There are things most CMS tools are great at, and then there are things they suck at. Universally? They all suck at search when you get to scale.
This is not really true fault of the CMS (be it WordPress, Drupal, Hugo, etc). The problem is search is difficult to build! If it was easy, everyone would do it. The whole reason Google rose to dominance was that it made search easy and reliable. And that’s great, but not everyone is okay with relying on 3rd party services.
I’ve used ElasticSearch (too clunky to run, a pain to customize), Lunr (decent for static sites), and even integrated Yahoo and Google searches. They all have issues.
Recently I was building out a search tool for a private (read: internal, no access if you’re not ‘us’) service, and I was asked to do it with MeiliSearch. It was new to me. As I installed and configured it, I thought … “This could be a nice solution.”
Build Your Instance
When you read the directions, you’ll notice they want to install the app as root, meaning it would be one install. And that sounds okay until you start thinking about multiple servers using one instance (for example, WordPress Multisite) where you don’t want to cross contaminate your results. Wouldn’t want posts from Ipstenu.org and Woody.com showing up on HalfElf, and all.
There are a couple of ways around that, Multi-Tenancy and multiple Indexes. I went with the indexes for now, but I’m sure I’ll want tenancy later.
I’m doing all this on DreamHost, because I love those weirdos, but there are pre-built images on DigitalOcean if that floats your goat:
- Make a dedicated server or a DreamCompute (I used the latter) – you need root access
- Set the server to Nginx with the latest PHP – this will allow you to make a proxy later
- Add your ssh key from
~/.ssh/id_rsa.pub
to your SSH keys – this will let you log in root (or an account with root access)
Did that? Great! The actual installation is pretty easy, you can just follow the directions down the line.
Integration with WordPress
The first one I integrated with was WordPress and for that I used Yuto.
It’s incredibly straightforward to set up. Get your URL and your Master Key. Plunk them in. Save. Congratulations!
On the Indices page I originally set my UIDs to ipstenu_posts
and ipstenu_pages
– to prevent collisions. But then I realized… I wanted the whole site on there, so I made them both ipstenu_org

I would like to change the “Ipstenu_org” flag, like ‘If there’s only one Index, don’t show the name’ and then a way to customize it.

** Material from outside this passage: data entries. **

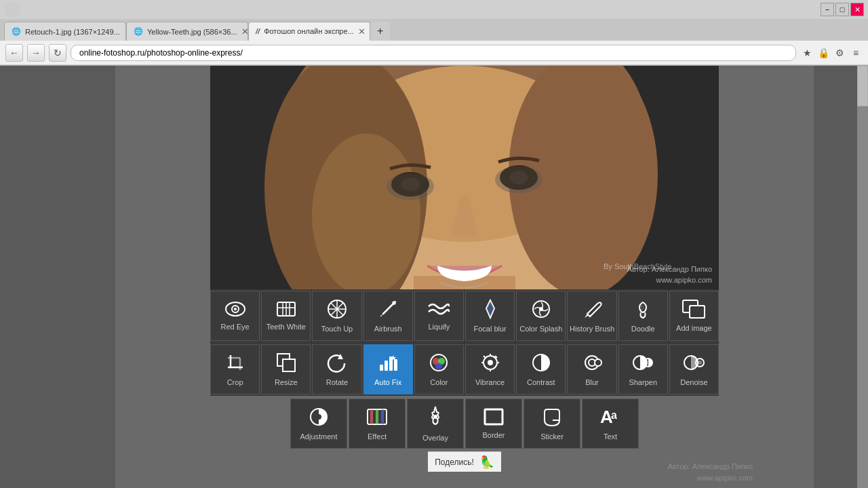 This screenshot has width=868, height=488. What do you see at coordinates (842, 9) in the screenshot?
I see `maximize-button: □` at bounding box center [842, 9].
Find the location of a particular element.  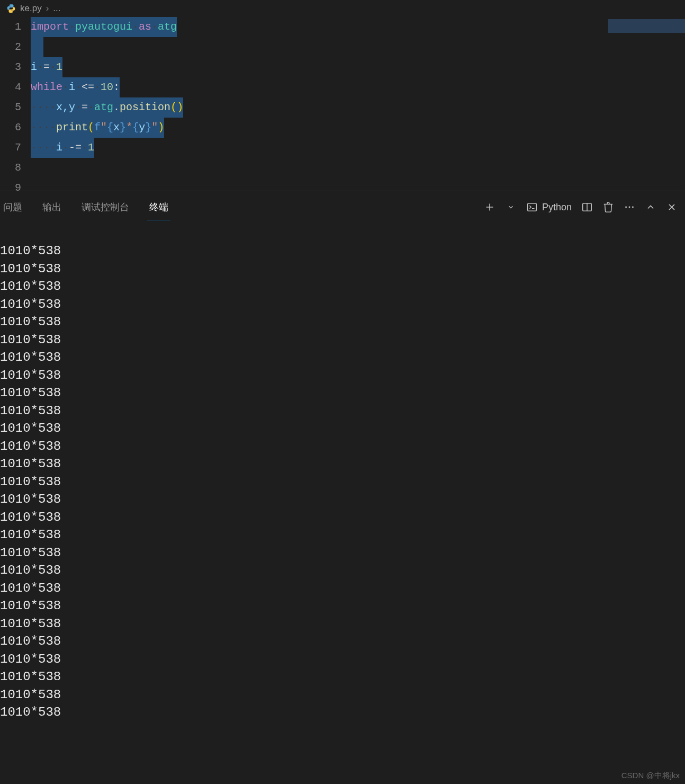

breadcrumb-more: ... is located at coordinates (57, 8).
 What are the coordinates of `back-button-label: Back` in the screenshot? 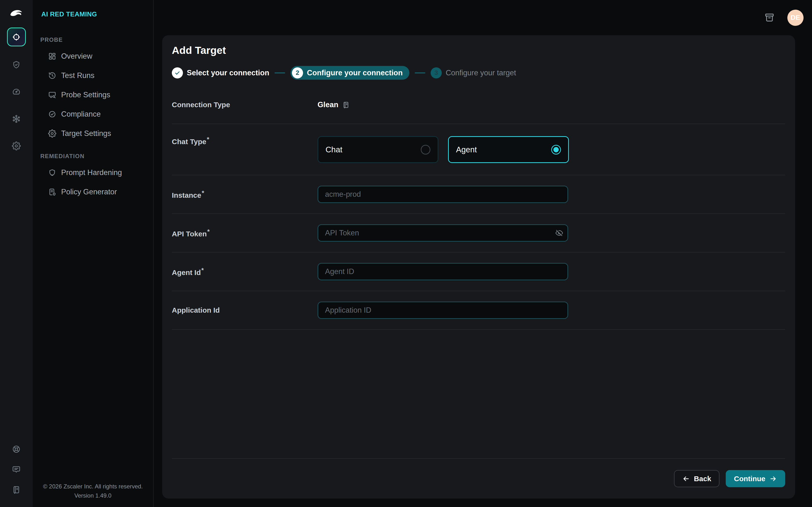 It's located at (703, 479).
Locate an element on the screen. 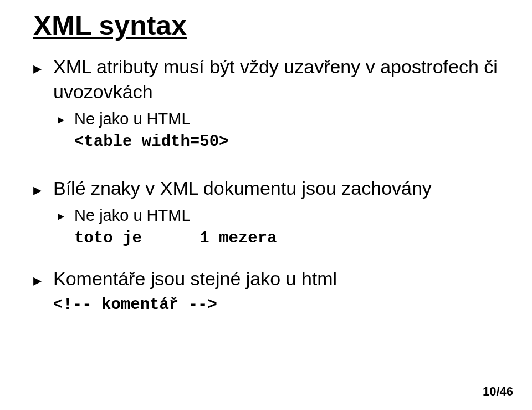 The height and width of the screenshot is (410, 532). bullet-3-text: Komentáře jsou stejné jako u html is located at coordinates (195, 279).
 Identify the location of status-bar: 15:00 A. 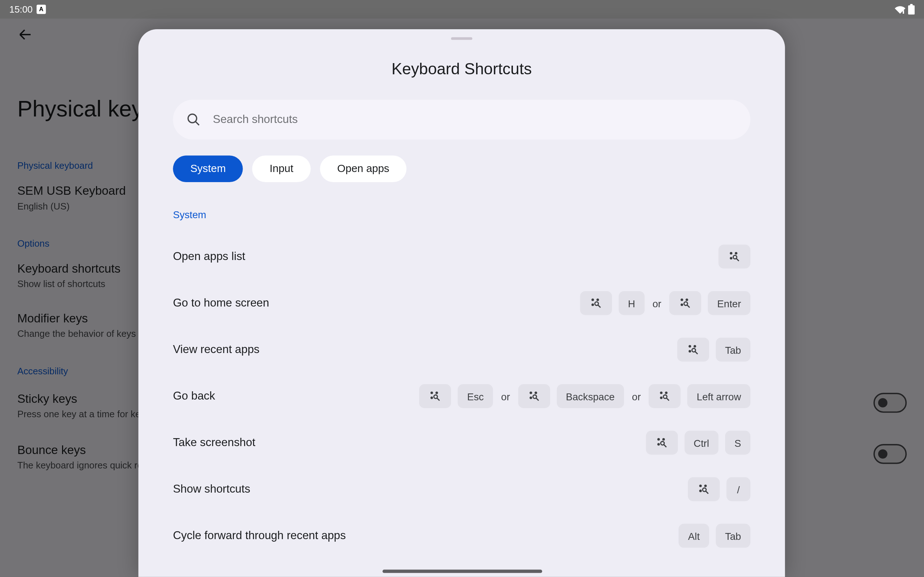
(462, 9).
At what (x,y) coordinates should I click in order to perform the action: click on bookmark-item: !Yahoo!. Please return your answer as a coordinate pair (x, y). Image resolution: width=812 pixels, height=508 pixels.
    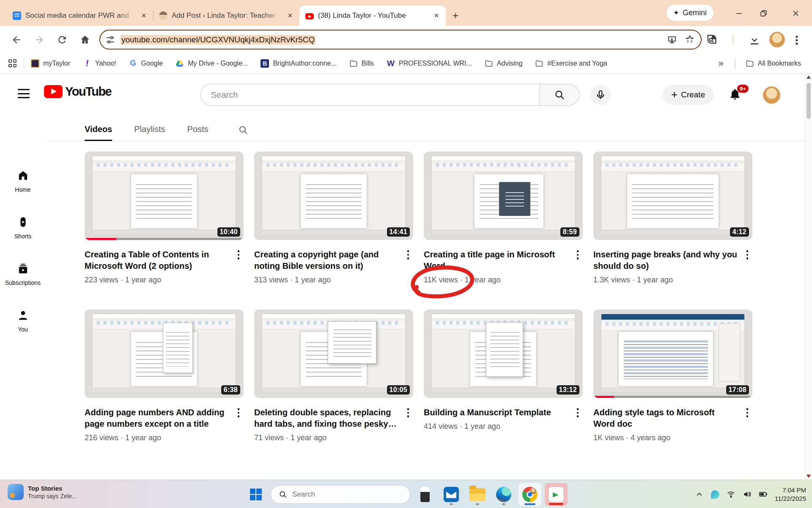
    Looking at the image, I should click on (100, 64).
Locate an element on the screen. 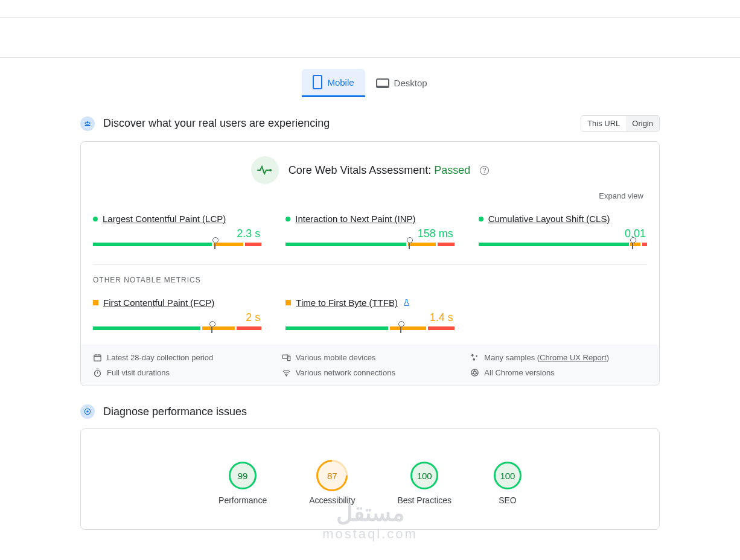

I will note, there’s a ‘bug’ in Yuto – it has to load all your posts into a cache before it will index them, and that’s problematic if you have a massive amount of posts, or if you have anti-abuse tools that block long actions like that. I made a quick WP-CLI command.
WP-CLI Command
The command I made is incredibly simple: wp ipstenu yuto build-index posts
The code is fast, too. It took under a minute for over 1000 posts.
After I made it, I shared it with the creators of Yuto, and their next release includes a version of it.

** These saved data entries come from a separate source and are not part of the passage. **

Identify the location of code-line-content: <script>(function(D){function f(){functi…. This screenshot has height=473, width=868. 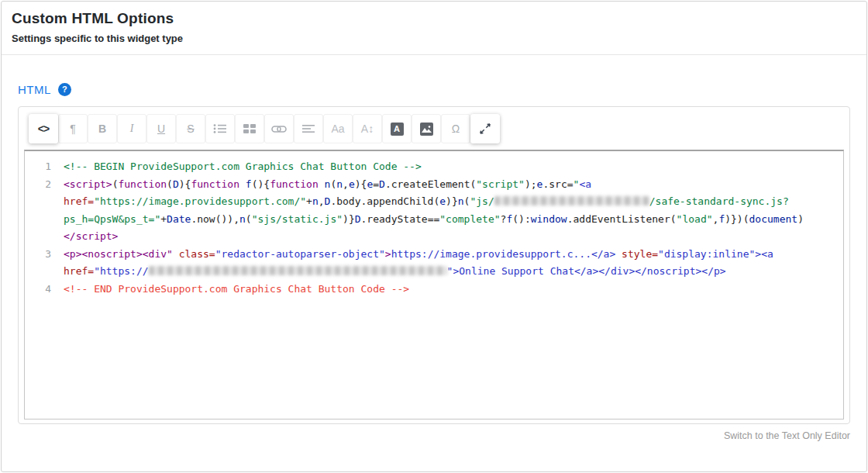
(449, 211).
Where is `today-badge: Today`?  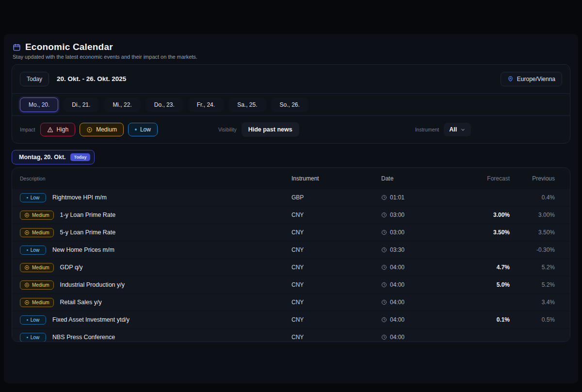
today-badge: Today is located at coordinates (81, 157).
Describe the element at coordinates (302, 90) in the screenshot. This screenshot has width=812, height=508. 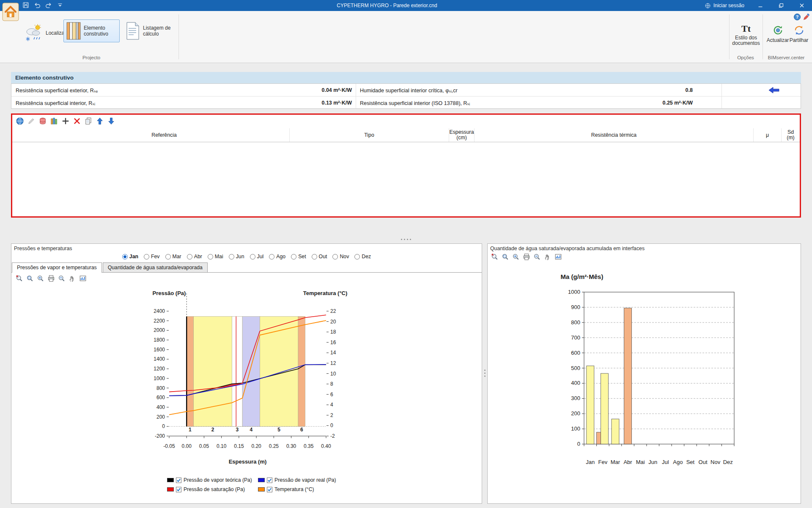
I see `prop-value-rse: 0.04 m²·K/W` at that location.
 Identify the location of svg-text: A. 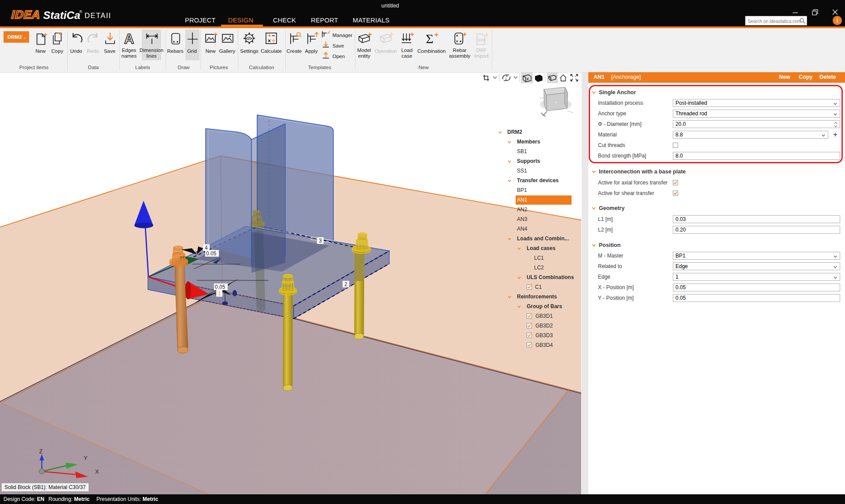
(129, 39).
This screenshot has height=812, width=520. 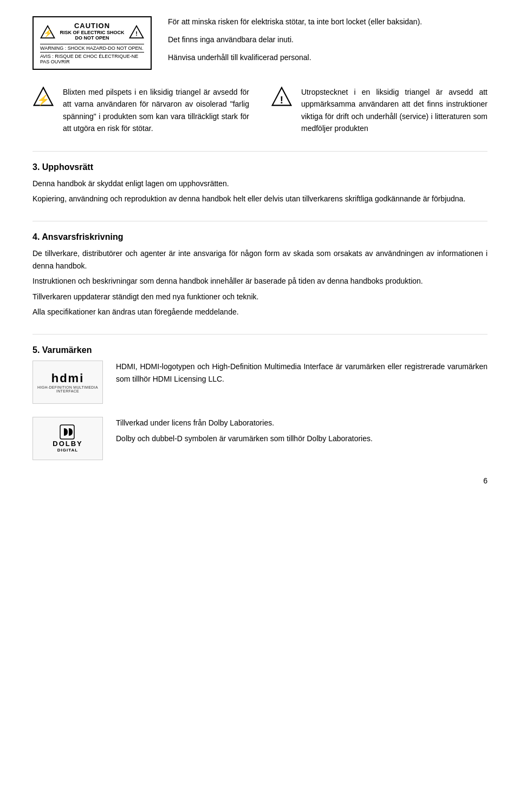 I want to click on section-4-p4: Alla specifikationer kan ändras utan för…, so click(x=260, y=312).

Multiple Indexes and Tenants
You’ll notice that I have two indexes. This is due to how the plugin works, making an index per post type. In so far as my ipstenu.org sites go, I don’t mind having them all share a tenant. After all, they’re all on a server together.
However… This server will also house a Hugo site and my other WP site. What to do?
The first thing I did was I made a couple more API keys! They have read-write access to a specific index (the Key for “Ipstenu” has access to my ipstenu_org
index and so on). That lets me manage things a lot more easily and securely.
While Yuto will make the index, it cannot make custom keys, so I used the API:
curl \
-X POST 'https://example.com/keys' \
-H 'Authorization: Bearer BEARERKEY' \
-H 'Content-Type: application/json' \
--data-binary '{
"description": "Ipstenu.org",
"actions": ["*"],
"indexes": ["ipstenu_org"],
"expiresAt": null
}'
That returns a JSON string with (among other things) a key that you can use in WordPress.
Will I look into Tenancy? Maybe. Haven’t decided yet. For now, separate indexes works for me.